Based on research projects conducted over ten years, Understanding Abuse profiles the work done by researchers of issues related to woman abuse and family violence.
Empathy is an essential component of the psychoanalyst’s ability to listen and treat their patients. It is key to the achievement of therapeutic understanding and change. A Rumor of Empathy explores the psychodynamic resistances to empathy, from the analyst themselves, the patient, from wider culture, and seeks to explore those factors which represent resistance to empathic engagement, and to show how these can be overcome in the psychoanalytic context. Lou Agosta shows that classic interventions can themselves represent resistances to empathy, such as the unexamined life; over-medication, and the application of devaluing diagnostic labels to expressions of suffering. Drawing on Freud, Kohut, Spence, and other major thinkers, Agosta explores how empathy is distinguished as a unified multidimensional clinical engagement, encompassing receptivity, understanding, interpretation and narrative.
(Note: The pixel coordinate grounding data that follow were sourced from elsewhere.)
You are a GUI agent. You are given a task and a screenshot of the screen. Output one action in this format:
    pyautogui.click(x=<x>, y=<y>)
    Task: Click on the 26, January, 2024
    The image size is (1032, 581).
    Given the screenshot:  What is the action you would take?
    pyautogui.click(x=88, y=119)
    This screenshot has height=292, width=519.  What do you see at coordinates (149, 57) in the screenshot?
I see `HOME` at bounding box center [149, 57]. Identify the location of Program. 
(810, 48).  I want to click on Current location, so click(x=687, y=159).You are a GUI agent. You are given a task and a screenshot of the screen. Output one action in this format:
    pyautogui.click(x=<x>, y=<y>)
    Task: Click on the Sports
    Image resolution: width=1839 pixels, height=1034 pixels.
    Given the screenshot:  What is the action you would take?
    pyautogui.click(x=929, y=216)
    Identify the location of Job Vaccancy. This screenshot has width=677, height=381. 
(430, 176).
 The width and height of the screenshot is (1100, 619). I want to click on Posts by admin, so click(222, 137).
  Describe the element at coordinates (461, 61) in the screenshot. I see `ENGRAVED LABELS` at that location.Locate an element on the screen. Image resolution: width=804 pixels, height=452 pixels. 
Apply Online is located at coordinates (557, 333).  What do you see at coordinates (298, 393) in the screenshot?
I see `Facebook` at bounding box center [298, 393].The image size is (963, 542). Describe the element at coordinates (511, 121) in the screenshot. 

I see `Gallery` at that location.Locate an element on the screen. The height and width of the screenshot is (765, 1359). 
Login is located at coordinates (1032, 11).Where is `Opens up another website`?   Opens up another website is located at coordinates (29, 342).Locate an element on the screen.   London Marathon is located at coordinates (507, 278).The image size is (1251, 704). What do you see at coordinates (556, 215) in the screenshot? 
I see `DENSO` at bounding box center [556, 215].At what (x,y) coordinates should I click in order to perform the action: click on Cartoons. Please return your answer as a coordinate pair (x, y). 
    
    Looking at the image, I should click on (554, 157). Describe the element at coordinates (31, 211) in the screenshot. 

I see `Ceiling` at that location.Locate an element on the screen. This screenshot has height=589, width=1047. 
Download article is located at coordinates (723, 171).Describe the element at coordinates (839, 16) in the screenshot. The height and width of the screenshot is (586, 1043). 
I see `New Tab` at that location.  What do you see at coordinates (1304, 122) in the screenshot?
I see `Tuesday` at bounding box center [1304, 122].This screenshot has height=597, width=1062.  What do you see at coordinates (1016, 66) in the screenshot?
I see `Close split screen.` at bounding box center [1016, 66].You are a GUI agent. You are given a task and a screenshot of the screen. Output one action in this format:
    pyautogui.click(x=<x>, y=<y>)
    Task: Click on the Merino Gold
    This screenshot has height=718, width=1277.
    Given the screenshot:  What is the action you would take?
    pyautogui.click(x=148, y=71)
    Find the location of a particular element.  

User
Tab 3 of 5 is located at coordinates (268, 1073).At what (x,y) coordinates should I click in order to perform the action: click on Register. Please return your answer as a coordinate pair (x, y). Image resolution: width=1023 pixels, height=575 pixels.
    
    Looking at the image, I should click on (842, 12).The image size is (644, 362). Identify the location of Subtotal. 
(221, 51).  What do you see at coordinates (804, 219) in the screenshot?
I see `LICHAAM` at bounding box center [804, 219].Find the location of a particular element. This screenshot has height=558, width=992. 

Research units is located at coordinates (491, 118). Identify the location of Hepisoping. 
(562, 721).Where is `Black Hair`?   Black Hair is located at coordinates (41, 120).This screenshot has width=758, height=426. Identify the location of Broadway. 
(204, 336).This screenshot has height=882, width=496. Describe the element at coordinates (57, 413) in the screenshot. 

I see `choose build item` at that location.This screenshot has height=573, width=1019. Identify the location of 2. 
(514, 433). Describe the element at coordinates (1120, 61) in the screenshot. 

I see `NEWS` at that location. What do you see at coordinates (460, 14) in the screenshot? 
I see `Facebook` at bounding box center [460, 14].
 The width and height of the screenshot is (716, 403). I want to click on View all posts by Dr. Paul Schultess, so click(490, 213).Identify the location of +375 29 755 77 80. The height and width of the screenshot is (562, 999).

In this way, he sets out a new way of understanding and using empathy in psychoanalytic theory and clinical practice. When all the resistances have been engaged, defences analyzed, diagnostic categories applied, prescriptions written, and interpretive circles spun out, in empathy one is quite simply in the presence of another human being. Agosta depicts the unconscious forms of resistance and raises our understanding of the fears of merger that lead a therapist to take a step back from the experience of their patients, using ideas such as "alturistic surrender" and "compassion fatigue" which are highlighted in a number of clinical vignettes. Empathy itself is not self-contained. It is embedded in social and cultural values, and Agosta highlights the mental health culture and its expectations of professional organizations. This outstanding text will be relevant to psychoanalysts, psychotherapists who wish to make a contribution to reducing the suffering and emotional distress of their clients, and also to trainees who are more vulnerable to the professional demands on their capacity for empathic listening. Lou Agosta, Ph.D. teaches empathy in systems and the history of psychology at the Illinois School of Professional Psychology at Argosy University. He is the author of numerous articles on empathy in human relations, aesthetics, altruism, and film. He is a psychotherapist in private practice in Chicago, USA. See www.aRumorOfEmpathy.com
This will help us customize your experience to showcase the most relevant content to your age group
Please select from below
Login
Not registered?
Sign up
Already registered?
Success – Your message will goes here
We'd love to hear from you!
Thank you for visiting our website. Would you like to provide feedback on how we could improve your experience?